Interesting story on how the South Korean government has manufactured "multiculturalism" in place of Minjok ('ethno-state') within just a decade.
The caveat is that this reflects a policy of tolerating immigration, miscegenation, and assimilation, not exactly multiculturalism, and the change in attitude does not seem to extend to the global refugee conundrum, which South Koreans haven't given much thought in the past. If you look up the situation on the resort island Jeju, a few hundred Yemeni refugees arriving earlier in the year caused widespread panic and protests throughout the country. A majority of the population favors restrictive refugee policies. SK has only admitted a few hundred or thousand (non-North Korean) refugees in its entire modern history (admittedly not many have applied).The language introduced in 2005-2006, and backed up by later legislative action, produced a striking change in attitudes. By 2010, the Korean Identity Survey, a national poll run by two research institutes and a South Korean newspaper, found that more than 60 percent of Koreans supported the idea of a multicultural society. As of July 2016, more than 2 million foreigners lived in South Korea, up from just 536,627 in 2006. The country elected its first lawmaker of foreign birth, the Philippine-born Jasmine Lee, in 2012. By 2020, an estimated one-third of all children born in South Korea will be of mixed South Korean and other Asian descent.
The alt-right loves to talk up East Asian countries as alleged examples of ethnostates. Unsurprisingly the Jeju story has been hot on Breitbart and other such spaces. Another corner of the battle for the future.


◆ **Work required**
Where a line contains the word "Image", copy that line from the records below.
┌─ Information
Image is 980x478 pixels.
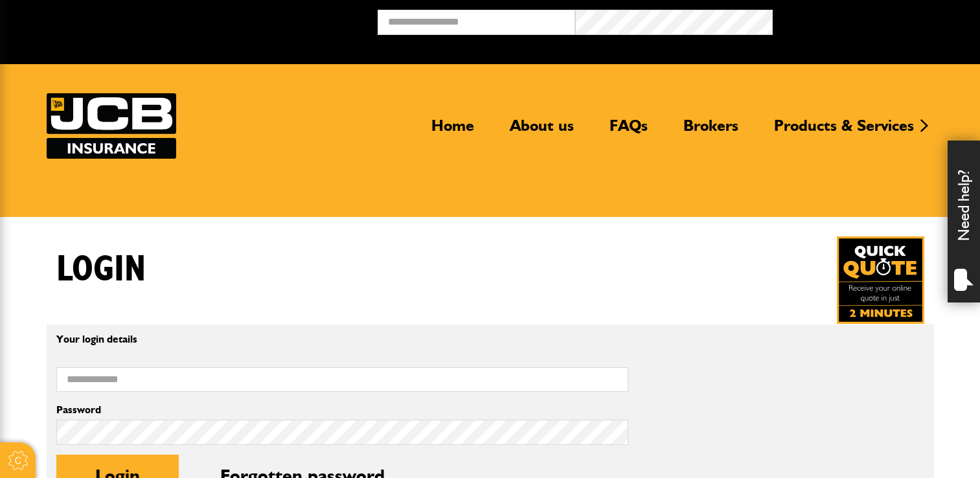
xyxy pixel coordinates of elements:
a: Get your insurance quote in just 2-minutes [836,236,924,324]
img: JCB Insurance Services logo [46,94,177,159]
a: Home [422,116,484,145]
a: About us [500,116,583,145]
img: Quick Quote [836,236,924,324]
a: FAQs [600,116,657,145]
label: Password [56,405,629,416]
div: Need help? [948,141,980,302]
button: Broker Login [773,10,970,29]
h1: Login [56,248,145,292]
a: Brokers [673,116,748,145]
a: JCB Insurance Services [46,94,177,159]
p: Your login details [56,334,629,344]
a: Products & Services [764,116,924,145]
└─
┌─ Information
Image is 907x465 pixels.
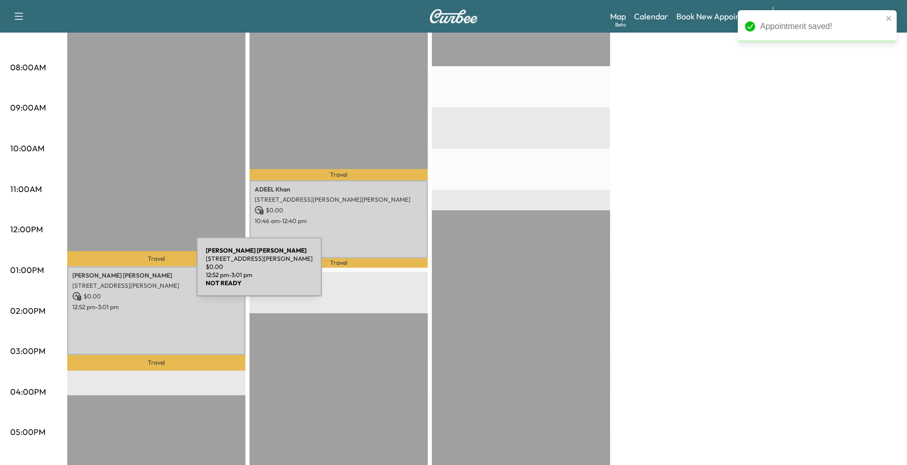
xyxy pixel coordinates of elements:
└─
◆ **Solution for this task**
Image is 980x478 pixels.
Image is 907x465 pixels.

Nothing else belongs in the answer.